Vib2Mol: from vibrational spectra to molecular structures-a unified deep learning framework
Xinyu Lu, Hao Ma, Hui Li, Jia Li, Yi Rong, Yuqiang Li, Tong Zhu, Guokun Liu, Bin Ren
TL;DR
Vib2Mol presents a unified deep learning framework that bridges spectrum-to-structure retrieval and generation for vibrational spectroscopy, enabling versatile tasks under varying prior knowledge. The model leverages multiphase training with alignment via contrastive learning, generation via MLM and LM, and a generate-then-rerank pipeline, augmented by coarse-to-fine retrieval and a cross-modal masking strategy to handle Raman, IR, or both inputs. It achieves state-of-the-art results on theoretical IR/Raman benchmarks and outperforms baselines on experimental data, with demonstrated capabilities in predicting reaction products and sequencing peptides, including PTM site identification. The framework shows promise for autonomous discovery workflows and in situ analysis of chemical and biological processes, with potential extensions to stereochemistry and graph-based representations for broader applicability.
Abstract
There will be a paradigm shift in chemical and biological research, to be enabled by autonomous, closed-loop, real-time self-directed decision-making experimentation.
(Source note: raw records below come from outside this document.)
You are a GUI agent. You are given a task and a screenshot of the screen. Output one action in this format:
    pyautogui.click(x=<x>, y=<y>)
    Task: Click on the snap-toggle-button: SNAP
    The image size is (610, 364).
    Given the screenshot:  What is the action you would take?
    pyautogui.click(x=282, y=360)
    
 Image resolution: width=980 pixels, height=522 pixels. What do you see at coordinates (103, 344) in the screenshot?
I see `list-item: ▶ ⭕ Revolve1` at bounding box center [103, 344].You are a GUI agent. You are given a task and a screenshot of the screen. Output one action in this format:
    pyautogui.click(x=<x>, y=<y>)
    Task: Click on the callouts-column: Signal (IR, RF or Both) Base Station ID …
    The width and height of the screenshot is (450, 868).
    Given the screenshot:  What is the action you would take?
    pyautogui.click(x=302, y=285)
Spectrum-to-structure correlation, which is to elucidate molecular structures with spectral information, is the core step in understanding the experimental results and to close the loop. However, current approaches usually divide the task into either database-dependent retrieval and database-independent generation and neglect the inherent complementarity between them. In this study, we proposed Vib2Mol, a unified deep learning framework designed to flexibly handle diverse spectrum-to-structure tasks according to the available prior knowledge by bridging the retrieval and generation. Empowered by our coarse-to-fine retrieval and generate-then-rerank strategies, Vib2Mol not only achieves state-of-the-art performance in analyzing theoretical Infrared and Raman spectra, but also outperform previous models on experimental data. Moreover, our model demonstrates promising capabilities in predicting reaction products and sequencing peptides, enabling vibrational spectroscopy a potential guide for autonomous scientific discovery workflows.